New Challenge to the Bird-Dinosaur Link
In the Liaoning Province of The People’s Republic of China, researchers are combing an extremely rich fossil site, the Yixian Formation. It contains remarkably well-preserved remains of plants, insects, invertebrates, fish, amphibians, reptiles, birds, mammals, and dinosaurs.1 Arguably, the most interesting fossils from the site are theropod dinosaurs–-some of which have been interpreted as bearing feathers.2-3 These specimens have been touted by evolutionary biologists as key transitional intermediates linking birds to dinosaurs.
The initial dating of the The Yixian Formation seemed to support that possibility. Using the method called biostratigraphic correlation, scientists identified the fossils as late Jurassic (more than 135 million years old), making the “feathered” theropod dinosaurs contemporary with and thus a possible progenitor of archeopteryx, the oldest true bird. (This dating technique uses index fossils to estimate the age of one formation by comparing it with a formation of known age that contains the same index fossils.)4
Because of its importance, several research teams have focused with more robust and demanding methodologies on the dating of the Yixian Formation. Two recent studies used a radiometric dating technique, 40Ar-39Ar. Each study measured the age of the Yixian Formation to be between 121 and 125 million years old.5-6
These new dates place the Yixian Formation within the early Cretaceous period, making archeopteryx at least 20 million years older than the so-called “intermediates” leading up to it. The theropods from the Yixian Formation, like all theropods, now fall within the “temporal paradox.” That is, all theropods, despite their declared status as progenitors of birds, show up in the fossil record well after the first appearance of birds.7
Order of appearance in the fossil record remains important in establishing the validity of the evolutionary paradigm. Thus, the re-dating of the Yixian Formation has profound implications. It significantly weakens the theropod dinosaur-to-bird connection and renders the origin of birds unaccounted for by the evolutionary model.
Endnotes
- Paul M. Barrett, “Evolutionary Consequences of Dating the Yixian Formation,” Trends in Ecology and Evolution, 15 (2000): 99-103.
- P-J Chen et al ., “An Exceptionally Well-Preserved Theropod Dinosaur from the Yixian Formation of China,” Nature, 391 (1998): 147-152.
- Q. Ji et al ., “Two Feathered Dinosaurs from Northeastern China,” Nature, 393 (1998): 753-761.
- Barrett, 99-103.
- Barrett, 99-103.
- Carl C. Swisher III, et al., “Cretaceous Age For the Feathered Dinosaurs of Liaoning, China,” Nature, 400 (1999): 58-61.
- Alan Feduccia, The Origin and Evolution of Birds , 2nd edition (New Haven: Yale University Press, 1999): 382.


## WORK INSTRUCTIONS
Extract all lines that hold "ElementContainer" from the records below.

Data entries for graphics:
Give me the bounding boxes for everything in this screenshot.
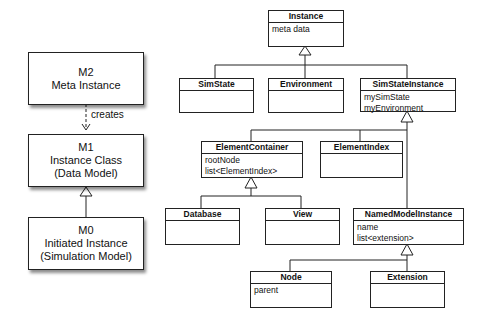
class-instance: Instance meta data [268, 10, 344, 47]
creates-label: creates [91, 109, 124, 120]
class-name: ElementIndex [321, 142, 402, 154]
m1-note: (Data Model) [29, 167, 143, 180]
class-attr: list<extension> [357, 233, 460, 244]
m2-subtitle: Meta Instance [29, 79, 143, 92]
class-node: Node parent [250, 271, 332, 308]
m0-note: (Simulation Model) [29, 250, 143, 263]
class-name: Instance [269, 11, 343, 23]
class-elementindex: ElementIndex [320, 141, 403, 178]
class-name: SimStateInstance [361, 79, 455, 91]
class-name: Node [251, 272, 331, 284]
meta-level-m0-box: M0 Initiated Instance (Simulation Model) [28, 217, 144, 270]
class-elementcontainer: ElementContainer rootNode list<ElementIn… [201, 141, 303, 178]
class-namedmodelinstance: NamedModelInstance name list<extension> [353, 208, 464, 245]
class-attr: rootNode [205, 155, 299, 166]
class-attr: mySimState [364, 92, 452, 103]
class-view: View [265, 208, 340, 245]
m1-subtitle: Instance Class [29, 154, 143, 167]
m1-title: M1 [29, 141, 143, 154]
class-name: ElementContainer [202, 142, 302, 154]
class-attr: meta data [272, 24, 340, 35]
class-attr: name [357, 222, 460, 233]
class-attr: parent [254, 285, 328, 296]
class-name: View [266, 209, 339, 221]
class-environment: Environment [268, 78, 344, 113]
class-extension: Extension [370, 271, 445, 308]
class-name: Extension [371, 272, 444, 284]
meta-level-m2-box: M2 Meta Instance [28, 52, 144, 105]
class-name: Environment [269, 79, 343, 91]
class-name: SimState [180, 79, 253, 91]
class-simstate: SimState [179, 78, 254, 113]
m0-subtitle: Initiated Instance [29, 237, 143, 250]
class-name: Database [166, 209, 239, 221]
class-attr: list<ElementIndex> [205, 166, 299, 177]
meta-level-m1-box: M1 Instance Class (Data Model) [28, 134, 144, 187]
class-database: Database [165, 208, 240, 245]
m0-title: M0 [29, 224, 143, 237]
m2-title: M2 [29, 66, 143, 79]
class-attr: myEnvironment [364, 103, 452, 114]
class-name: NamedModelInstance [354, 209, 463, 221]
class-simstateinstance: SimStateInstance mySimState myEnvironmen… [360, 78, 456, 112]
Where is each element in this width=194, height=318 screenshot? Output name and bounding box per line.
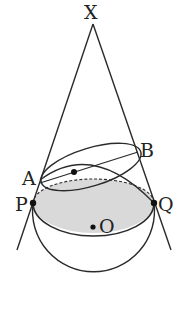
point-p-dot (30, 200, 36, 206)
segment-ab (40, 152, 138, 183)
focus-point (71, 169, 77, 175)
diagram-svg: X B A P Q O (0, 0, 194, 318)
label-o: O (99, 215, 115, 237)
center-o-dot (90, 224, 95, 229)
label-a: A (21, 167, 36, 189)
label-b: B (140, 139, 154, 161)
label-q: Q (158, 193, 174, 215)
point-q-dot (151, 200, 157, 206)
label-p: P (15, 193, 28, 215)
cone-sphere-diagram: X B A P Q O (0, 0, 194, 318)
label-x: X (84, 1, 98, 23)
...
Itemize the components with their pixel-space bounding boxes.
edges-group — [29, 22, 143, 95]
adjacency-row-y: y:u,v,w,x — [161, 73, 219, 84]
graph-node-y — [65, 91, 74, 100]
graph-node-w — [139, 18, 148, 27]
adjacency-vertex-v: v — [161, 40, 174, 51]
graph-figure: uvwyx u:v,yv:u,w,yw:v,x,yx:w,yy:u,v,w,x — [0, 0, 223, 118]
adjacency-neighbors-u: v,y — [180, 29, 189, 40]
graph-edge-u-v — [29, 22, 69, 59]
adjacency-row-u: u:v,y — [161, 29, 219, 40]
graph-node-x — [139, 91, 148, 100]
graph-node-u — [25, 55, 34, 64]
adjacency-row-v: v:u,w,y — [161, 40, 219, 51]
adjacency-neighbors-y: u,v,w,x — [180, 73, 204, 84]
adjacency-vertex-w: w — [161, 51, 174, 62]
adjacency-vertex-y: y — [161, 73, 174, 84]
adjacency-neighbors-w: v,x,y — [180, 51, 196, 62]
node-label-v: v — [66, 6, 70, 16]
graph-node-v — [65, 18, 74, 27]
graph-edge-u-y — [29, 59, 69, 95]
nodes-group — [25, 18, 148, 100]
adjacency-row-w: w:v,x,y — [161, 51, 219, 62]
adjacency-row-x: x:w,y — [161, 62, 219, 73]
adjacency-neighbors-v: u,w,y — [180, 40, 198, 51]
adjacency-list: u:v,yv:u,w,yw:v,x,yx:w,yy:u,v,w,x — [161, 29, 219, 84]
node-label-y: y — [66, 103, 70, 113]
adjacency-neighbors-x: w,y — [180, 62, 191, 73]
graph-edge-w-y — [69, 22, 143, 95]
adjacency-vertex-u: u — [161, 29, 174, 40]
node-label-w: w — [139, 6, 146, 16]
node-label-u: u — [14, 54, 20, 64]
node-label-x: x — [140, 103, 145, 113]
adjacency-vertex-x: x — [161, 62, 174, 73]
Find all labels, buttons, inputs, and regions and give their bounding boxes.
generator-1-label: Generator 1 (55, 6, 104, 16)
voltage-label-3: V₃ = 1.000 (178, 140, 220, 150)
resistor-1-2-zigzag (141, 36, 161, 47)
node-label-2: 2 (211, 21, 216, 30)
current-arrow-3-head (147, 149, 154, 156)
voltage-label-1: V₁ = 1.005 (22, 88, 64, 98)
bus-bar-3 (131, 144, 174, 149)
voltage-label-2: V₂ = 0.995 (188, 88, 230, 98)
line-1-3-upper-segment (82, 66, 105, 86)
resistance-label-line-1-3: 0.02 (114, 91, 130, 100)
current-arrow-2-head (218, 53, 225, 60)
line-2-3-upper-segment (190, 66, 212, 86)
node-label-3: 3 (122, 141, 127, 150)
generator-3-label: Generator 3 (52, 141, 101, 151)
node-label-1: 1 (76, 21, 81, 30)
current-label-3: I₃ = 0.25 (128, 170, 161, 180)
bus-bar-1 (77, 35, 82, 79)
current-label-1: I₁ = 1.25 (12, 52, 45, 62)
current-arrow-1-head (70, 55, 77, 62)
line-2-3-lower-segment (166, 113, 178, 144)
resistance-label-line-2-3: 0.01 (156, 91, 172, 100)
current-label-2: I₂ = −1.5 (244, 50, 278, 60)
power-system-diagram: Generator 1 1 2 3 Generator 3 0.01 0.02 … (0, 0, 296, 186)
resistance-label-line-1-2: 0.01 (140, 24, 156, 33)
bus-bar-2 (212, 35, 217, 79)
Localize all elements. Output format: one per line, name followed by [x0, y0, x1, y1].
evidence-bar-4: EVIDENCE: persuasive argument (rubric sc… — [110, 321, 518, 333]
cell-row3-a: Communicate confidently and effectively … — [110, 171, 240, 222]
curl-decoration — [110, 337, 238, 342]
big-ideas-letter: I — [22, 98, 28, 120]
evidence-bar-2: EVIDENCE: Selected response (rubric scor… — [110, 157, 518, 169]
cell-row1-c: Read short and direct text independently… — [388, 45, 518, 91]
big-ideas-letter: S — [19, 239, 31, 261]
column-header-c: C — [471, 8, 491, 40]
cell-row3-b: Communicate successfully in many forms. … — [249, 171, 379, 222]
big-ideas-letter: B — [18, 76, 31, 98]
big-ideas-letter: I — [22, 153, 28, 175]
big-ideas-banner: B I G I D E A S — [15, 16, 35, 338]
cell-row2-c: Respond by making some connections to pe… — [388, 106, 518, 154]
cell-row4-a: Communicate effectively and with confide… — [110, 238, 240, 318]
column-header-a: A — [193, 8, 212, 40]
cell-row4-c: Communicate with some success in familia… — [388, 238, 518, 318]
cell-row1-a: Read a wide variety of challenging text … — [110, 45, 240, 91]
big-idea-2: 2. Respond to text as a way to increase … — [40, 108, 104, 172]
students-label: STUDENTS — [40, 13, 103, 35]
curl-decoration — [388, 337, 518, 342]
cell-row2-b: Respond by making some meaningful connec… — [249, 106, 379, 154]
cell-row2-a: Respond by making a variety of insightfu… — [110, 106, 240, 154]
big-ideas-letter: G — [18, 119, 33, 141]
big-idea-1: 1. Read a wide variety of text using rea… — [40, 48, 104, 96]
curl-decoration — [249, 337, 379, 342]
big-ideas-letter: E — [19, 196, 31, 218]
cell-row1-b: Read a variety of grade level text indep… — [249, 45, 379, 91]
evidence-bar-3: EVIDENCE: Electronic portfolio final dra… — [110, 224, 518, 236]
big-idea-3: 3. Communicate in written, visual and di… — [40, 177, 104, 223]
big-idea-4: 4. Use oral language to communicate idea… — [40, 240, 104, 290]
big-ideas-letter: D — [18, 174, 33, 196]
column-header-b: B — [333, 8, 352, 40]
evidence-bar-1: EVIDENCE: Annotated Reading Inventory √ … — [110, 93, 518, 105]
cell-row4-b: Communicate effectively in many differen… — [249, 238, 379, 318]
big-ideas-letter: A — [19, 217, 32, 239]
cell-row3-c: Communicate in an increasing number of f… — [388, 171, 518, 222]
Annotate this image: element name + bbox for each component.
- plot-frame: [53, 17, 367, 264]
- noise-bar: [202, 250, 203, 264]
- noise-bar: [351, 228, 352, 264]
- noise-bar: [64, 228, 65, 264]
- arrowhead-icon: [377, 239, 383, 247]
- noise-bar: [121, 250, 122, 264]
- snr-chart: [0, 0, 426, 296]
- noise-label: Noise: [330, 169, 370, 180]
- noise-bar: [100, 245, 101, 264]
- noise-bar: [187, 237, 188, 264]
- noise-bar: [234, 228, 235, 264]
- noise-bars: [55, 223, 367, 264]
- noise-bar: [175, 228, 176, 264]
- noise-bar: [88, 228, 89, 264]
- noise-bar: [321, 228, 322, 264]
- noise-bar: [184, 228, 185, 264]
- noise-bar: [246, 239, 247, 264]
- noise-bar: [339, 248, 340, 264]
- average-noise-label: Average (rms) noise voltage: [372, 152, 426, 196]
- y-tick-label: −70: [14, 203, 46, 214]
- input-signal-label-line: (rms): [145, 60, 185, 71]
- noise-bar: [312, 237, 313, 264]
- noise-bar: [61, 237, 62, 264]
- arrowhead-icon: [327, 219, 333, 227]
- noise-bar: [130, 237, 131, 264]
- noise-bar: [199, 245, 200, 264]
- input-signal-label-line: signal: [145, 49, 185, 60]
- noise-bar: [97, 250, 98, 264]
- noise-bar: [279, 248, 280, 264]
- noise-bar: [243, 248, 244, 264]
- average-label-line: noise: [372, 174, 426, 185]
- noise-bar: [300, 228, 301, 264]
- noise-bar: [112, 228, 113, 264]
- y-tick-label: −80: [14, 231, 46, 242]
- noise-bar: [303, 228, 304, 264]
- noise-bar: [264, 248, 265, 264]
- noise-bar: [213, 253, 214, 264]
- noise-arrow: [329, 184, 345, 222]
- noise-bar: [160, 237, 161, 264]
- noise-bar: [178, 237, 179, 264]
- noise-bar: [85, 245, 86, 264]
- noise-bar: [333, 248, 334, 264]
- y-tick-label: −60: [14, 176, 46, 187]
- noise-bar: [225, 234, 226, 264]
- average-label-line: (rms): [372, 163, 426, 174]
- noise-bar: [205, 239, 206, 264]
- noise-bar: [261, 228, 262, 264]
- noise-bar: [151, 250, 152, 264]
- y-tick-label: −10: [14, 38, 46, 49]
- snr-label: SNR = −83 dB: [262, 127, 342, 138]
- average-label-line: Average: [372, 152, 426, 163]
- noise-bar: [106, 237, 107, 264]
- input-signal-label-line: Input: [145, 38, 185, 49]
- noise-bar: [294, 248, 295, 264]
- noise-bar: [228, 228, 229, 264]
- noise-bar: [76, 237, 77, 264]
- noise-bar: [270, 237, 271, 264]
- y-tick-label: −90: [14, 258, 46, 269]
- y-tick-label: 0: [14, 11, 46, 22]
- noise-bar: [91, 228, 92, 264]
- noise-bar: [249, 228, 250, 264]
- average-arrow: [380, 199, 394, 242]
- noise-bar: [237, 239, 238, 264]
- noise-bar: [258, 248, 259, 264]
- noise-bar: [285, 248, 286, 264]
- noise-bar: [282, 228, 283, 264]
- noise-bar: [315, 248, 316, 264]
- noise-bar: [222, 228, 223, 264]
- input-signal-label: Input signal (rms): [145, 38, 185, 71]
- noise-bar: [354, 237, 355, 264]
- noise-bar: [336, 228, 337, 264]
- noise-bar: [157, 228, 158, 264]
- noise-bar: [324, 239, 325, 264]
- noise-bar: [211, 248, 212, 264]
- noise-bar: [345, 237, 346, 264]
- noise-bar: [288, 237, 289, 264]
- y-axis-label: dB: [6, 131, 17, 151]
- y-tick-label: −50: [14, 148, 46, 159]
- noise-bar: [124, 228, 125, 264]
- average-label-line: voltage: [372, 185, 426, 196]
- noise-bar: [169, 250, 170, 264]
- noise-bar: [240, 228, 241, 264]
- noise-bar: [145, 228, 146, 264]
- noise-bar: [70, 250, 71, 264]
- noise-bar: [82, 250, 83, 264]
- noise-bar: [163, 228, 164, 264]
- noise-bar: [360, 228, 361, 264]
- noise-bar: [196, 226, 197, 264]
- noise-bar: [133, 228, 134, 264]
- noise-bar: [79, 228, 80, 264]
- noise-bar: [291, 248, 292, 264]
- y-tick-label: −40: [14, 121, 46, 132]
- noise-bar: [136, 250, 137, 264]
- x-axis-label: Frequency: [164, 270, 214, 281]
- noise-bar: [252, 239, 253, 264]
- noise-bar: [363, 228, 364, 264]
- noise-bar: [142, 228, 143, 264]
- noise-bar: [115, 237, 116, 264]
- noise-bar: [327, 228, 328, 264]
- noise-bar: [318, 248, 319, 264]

## WRITTEN RESPONSE
class-elementcontainer: ElementContainer rootNode list<ElementIn… [201, 141, 303, 178]
class-name: ElementContainer [202, 142, 302, 154]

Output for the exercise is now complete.